For this exercise, copy exactly only the lines from the one containing "This screenshot has" to the final line of the material below, without the pictures.
• • • •
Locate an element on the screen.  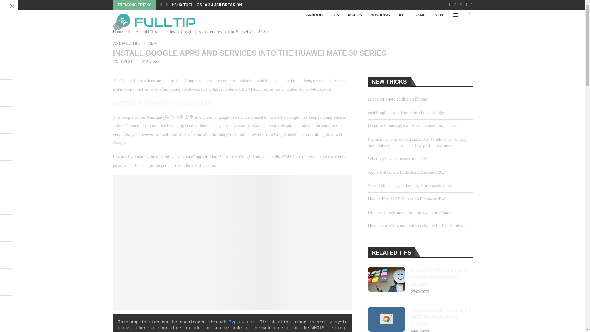
Izplay.net is located at coordinates (242, 322).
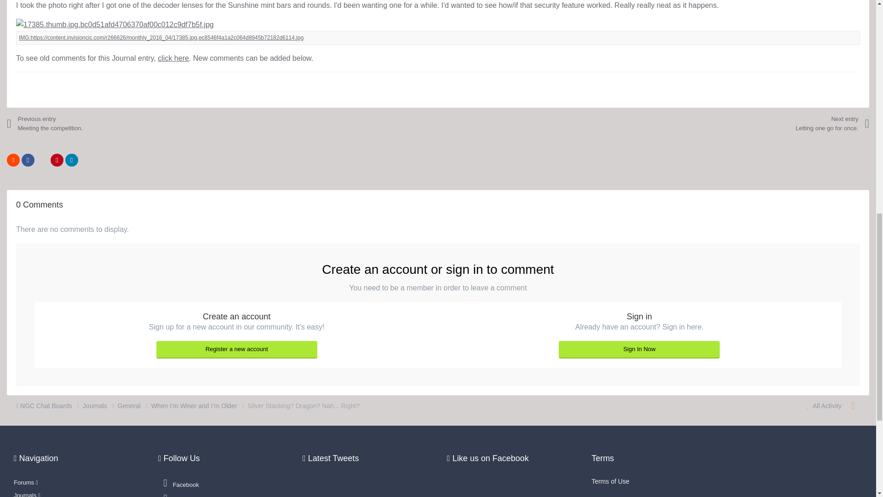 The width and height of the screenshot is (883, 497). What do you see at coordinates (87, 123) in the screenshot?
I see `Previous entry` at bounding box center [87, 123].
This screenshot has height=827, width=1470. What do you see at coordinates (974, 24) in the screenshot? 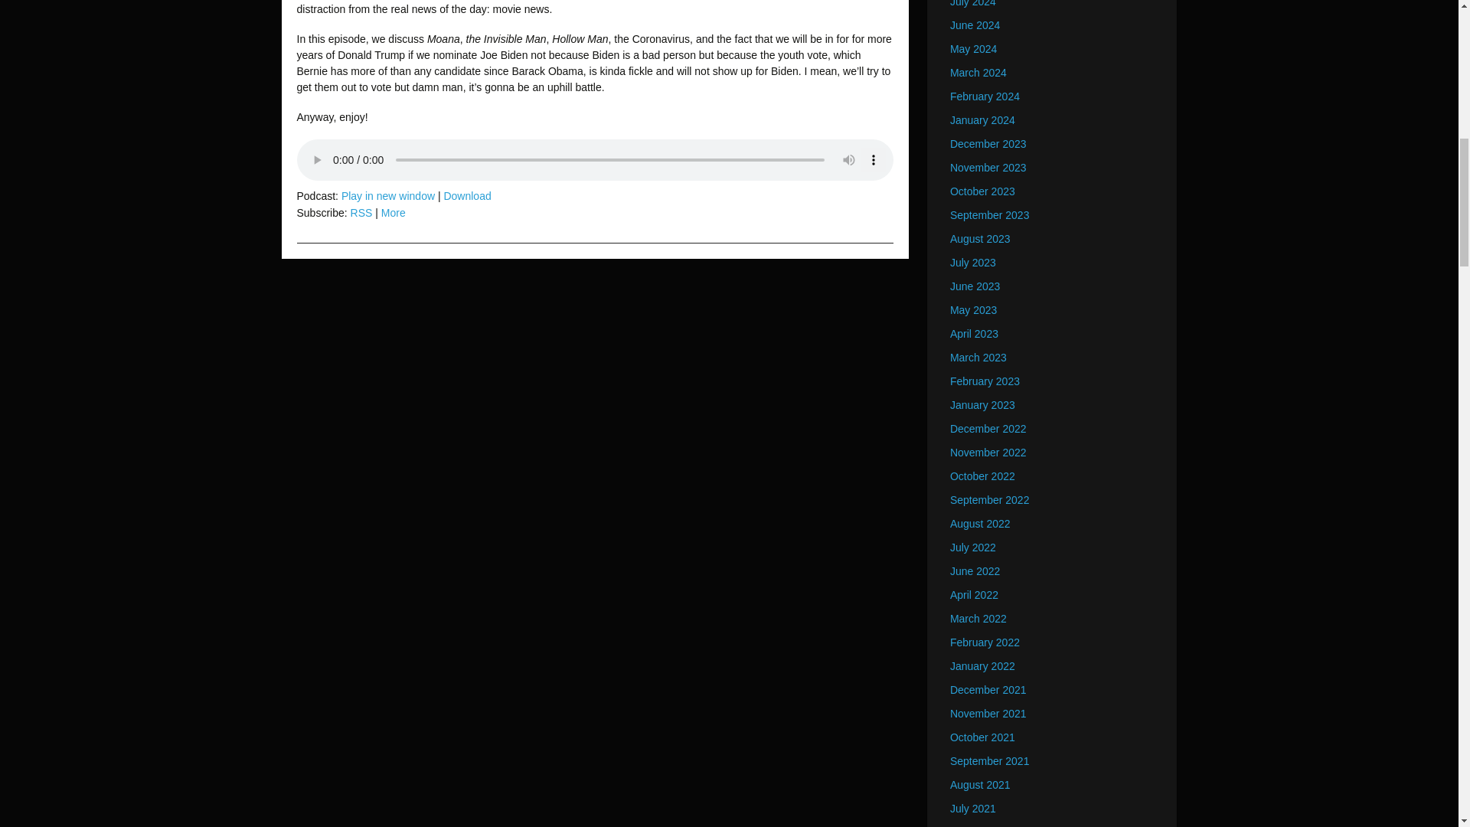
I see `June 2024` at bounding box center [974, 24].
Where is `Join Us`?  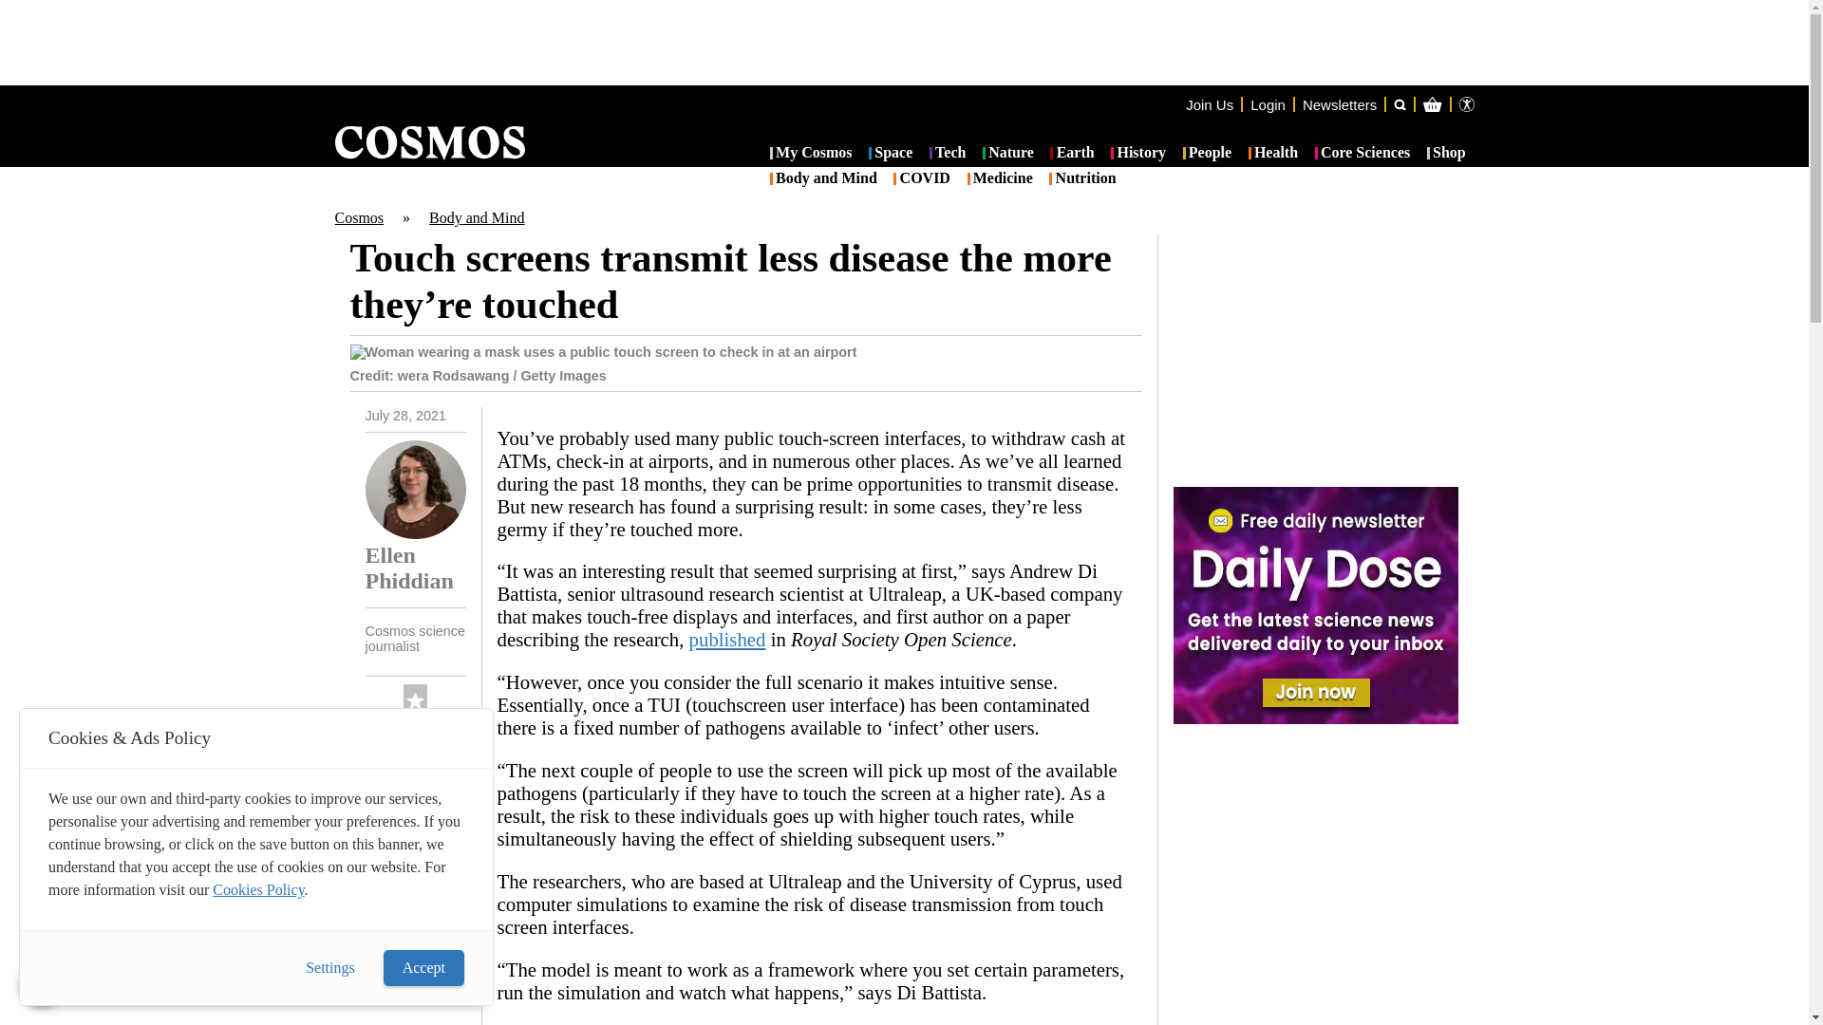
Join Us is located at coordinates (1209, 103).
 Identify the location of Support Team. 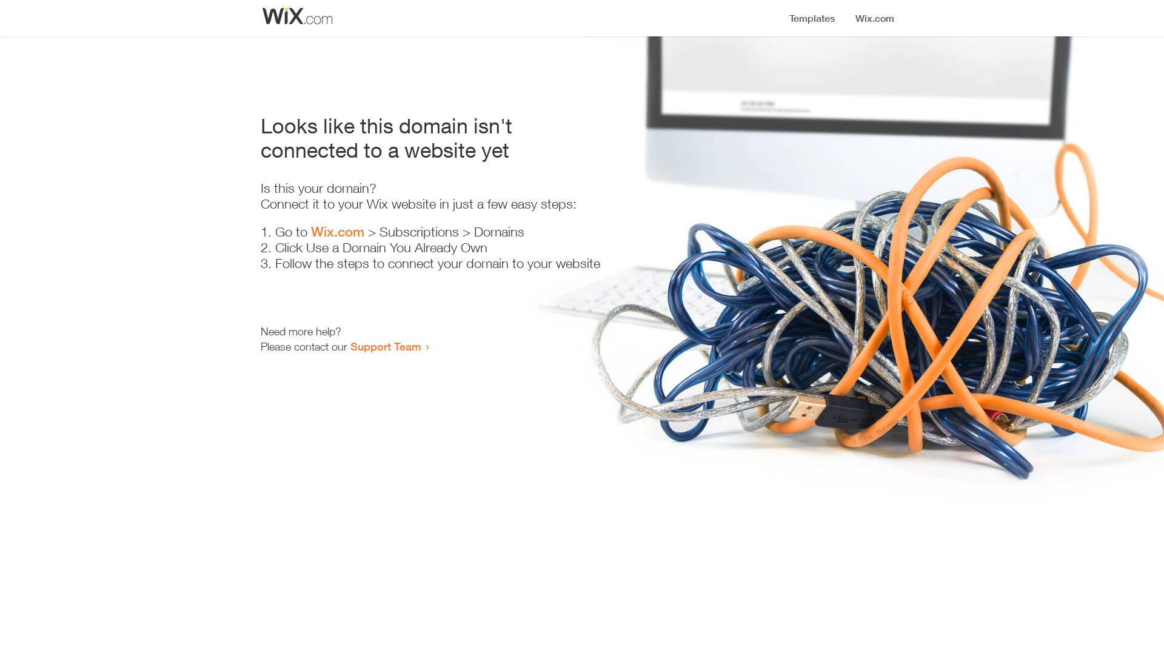
(386, 346).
• • • •
→ ANSWER SPACE:
This screenshot has height=827, width=1470. What do you see at coordinates (974, 24) in the screenshot? 
I see `June 2024` at bounding box center [974, 24].
Where is `Join Us`?  
Join Us is located at coordinates (1209, 103).
 Identify the location of Support Team. 
(386, 346).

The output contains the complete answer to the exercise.